Union des municipalités régionales de comté et des municipalités locales du Québec.
- nr2002013095
- Corporate body
Union des municipalités régionales de comté et des municipalités locales du Québec.
UNICEF. Water and Environmental Sanitation Section.
Unesco. Programme on Man and the Biosphere
Underwood, Lucien Marcus, 1853-1907
Lucien Marcus Underwood was born on October 26, 1853, in New Woodstock, Madison, New York.
He was an American botanist, mycologist, and educator. He graduated from Syracuse University (M.Sc., 1878; Ph.D., 1879). In the 1880s and 1890s, Underwood taught geology, botany, biology, and natural science at several colleges and universities, e.g., Illinois Wesleyan University, Syracuse University (1883; 1887-1890), De Pauw University (1890-1895), Auburn University, and Columbia University (1896-1907). In 1892, Underwood served on the Committee on Nomenclature of the American Association for the Advancement of Science. He joined the staff of the New York Botanical Garden (NYBG) in 1896. He participated in botanical expeditions to Puerto Rico, Cuba, Jamaica, and the Rocky Mountains and was elected to the NYBG Board of Scientific Directors and served as its chairman (1901-1907). He contributed a section on Pteridophyta to the Britton & Brown Illustrated Flora, was editor of the Bulletin of the Torrey Botanical Club and assisted in the founding of the Botanical Society of America. Underwood published numerous papers in botanical journals and was the author of “Our Native Ferns and How to Study Them” (1881) and “Descriptive Catalogue of North American Hepaticae” (1884).
In 1881, he married Marie Annette Spurr (1854–). After losing large amounts of money on Wall Street, he committed suicide on November 16, 1907, in Redding, Fairfield, Connecticut.
Underwood McLellan (1977) Ltd.
Umfreville, Edward, approximately 1755-
Edward Umfreville was born around 1755 and nothing else is known about his life prior to 1771, when he began his work as a writer for the Hudson’s Bay Company. He worked in Fort Severn Ontario in 1772 and 1773, and in 1775, was transferred back to York Factory where he became second in command until 1782 when the fort was captured by the French, led by Jean-François de Galaup. The personell and the staff of the fort were sent back to France as prisoners. Umfreville was freed by the Treaty of Paris and travelled to London in 1783. Disputes between him and the Hudson’s Bay Company ended his tenure, however, he returned to Quebec in 1784 and was employed by the North West Company, to search for an alternate route from Lake Superior to Lake Winnipeg. In 1788, Umfreville quit working with the North West Company and tried to join the Hudson’s Bay Company again, though unsuccessful. Umfreville was widely critical of the company in his book titled The Present State of Hudson’s Bay that he wrote in 1790.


Word for word, restate the records that appear below.

┌─ SUPPLIED MATERIAL

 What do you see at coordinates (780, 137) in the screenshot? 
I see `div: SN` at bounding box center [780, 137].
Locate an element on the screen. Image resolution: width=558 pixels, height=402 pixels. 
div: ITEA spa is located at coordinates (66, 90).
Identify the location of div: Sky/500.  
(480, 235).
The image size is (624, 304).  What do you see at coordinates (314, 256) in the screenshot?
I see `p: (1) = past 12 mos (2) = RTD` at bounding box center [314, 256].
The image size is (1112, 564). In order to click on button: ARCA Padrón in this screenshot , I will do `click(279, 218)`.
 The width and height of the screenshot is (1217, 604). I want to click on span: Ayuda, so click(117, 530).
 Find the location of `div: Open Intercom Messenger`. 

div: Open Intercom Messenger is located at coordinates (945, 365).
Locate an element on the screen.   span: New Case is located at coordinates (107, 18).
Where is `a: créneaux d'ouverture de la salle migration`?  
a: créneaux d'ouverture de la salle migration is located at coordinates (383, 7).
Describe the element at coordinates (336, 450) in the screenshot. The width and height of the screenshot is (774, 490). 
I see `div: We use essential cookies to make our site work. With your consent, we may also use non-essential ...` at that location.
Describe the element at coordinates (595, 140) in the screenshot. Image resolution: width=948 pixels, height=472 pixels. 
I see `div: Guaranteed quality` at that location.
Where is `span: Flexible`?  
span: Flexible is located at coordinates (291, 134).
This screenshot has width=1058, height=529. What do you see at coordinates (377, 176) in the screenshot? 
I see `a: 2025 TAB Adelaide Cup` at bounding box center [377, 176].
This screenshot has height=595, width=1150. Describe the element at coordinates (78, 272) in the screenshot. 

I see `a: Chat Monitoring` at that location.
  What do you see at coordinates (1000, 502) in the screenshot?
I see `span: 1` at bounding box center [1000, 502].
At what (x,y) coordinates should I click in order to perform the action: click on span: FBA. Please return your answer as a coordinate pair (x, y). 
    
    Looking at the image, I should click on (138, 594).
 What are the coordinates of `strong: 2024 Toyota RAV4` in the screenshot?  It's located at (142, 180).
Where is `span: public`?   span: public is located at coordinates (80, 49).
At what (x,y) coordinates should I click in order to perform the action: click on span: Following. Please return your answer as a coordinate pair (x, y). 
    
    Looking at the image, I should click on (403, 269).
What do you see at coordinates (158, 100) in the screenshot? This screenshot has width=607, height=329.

└─

*ANSWER*
 What do you see at coordinates (780, 137) in the screenshot? 
I see `div: SN` at bounding box center [780, 137].
Locate an element on the screen. Image resolution: width=558 pixels, height=402 pixels. 
div: ITEA spa is located at coordinates (66, 90).
Identify the location of div: Sky/500.  
(480, 235).
The image size is (624, 304).  What do you see at coordinates (314, 256) in the screenshot?
I see `p: (1) = past 12 mos (2) = RTD` at bounding box center [314, 256].
The image size is (1112, 564). In order to click on button: ARCA Padrón in this screenshot , I will do `click(279, 218)`.
 The width and height of the screenshot is (1217, 604). I want to click on span: Ayuda, so click(117, 530).
 Find the location of `div: Open Intercom Messenger`. 

div: Open Intercom Messenger is located at coordinates (945, 365).
Locate an element on the screen.   span: New Case is located at coordinates (107, 18).
Where is `a: créneaux d'ouverture de la salle migration`?  
a: créneaux d'ouverture de la salle migration is located at coordinates (383, 7).
Describe the element at coordinates (336, 450) in the screenshot. The width and height of the screenshot is (774, 490). 
I see `div: We use essential cookies to make our site work. With your consent, we may also use non-essential ...` at that location.
Describe the element at coordinates (595, 140) in the screenshot. Image resolution: width=948 pixels, height=472 pixels. 
I see `div: Guaranteed quality` at that location.
Where is `span: Flexible`?  
span: Flexible is located at coordinates (291, 134).
This screenshot has width=1058, height=529. What do you see at coordinates (377, 176) in the screenshot? 
I see `a: 2025 TAB Adelaide Cup` at bounding box center [377, 176].
This screenshot has height=595, width=1150. Describe the element at coordinates (78, 272) in the screenshot. 

I see `a: Chat Monitoring` at that location.
  What do you see at coordinates (1000, 502) in the screenshot?
I see `span: 1` at bounding box center [1000, 502].
At what (x,y) coordinates should I click in order to perform the action: click on span: FBA. Please return your answer as a coordinate pair (x, y). 
    
    Looking at the image, I should click on (138, 594).
 What are the coordinates of `strong: 2024 Toyota RAV4` in the screenshot?  It's located at (142, 180).
Where is `span: public`?   span: public is located at coordinates (80, 49).
At what (x,y) coordinates should I click in order to perform the action: click on span: Following. Please return your answer as a coordinate pair (x, y). 
    
    Looking at the image, I should click on (403, 269).
What do you see at coordinates (158, 100) in the screenshot? This screenshot has width=607, height=329.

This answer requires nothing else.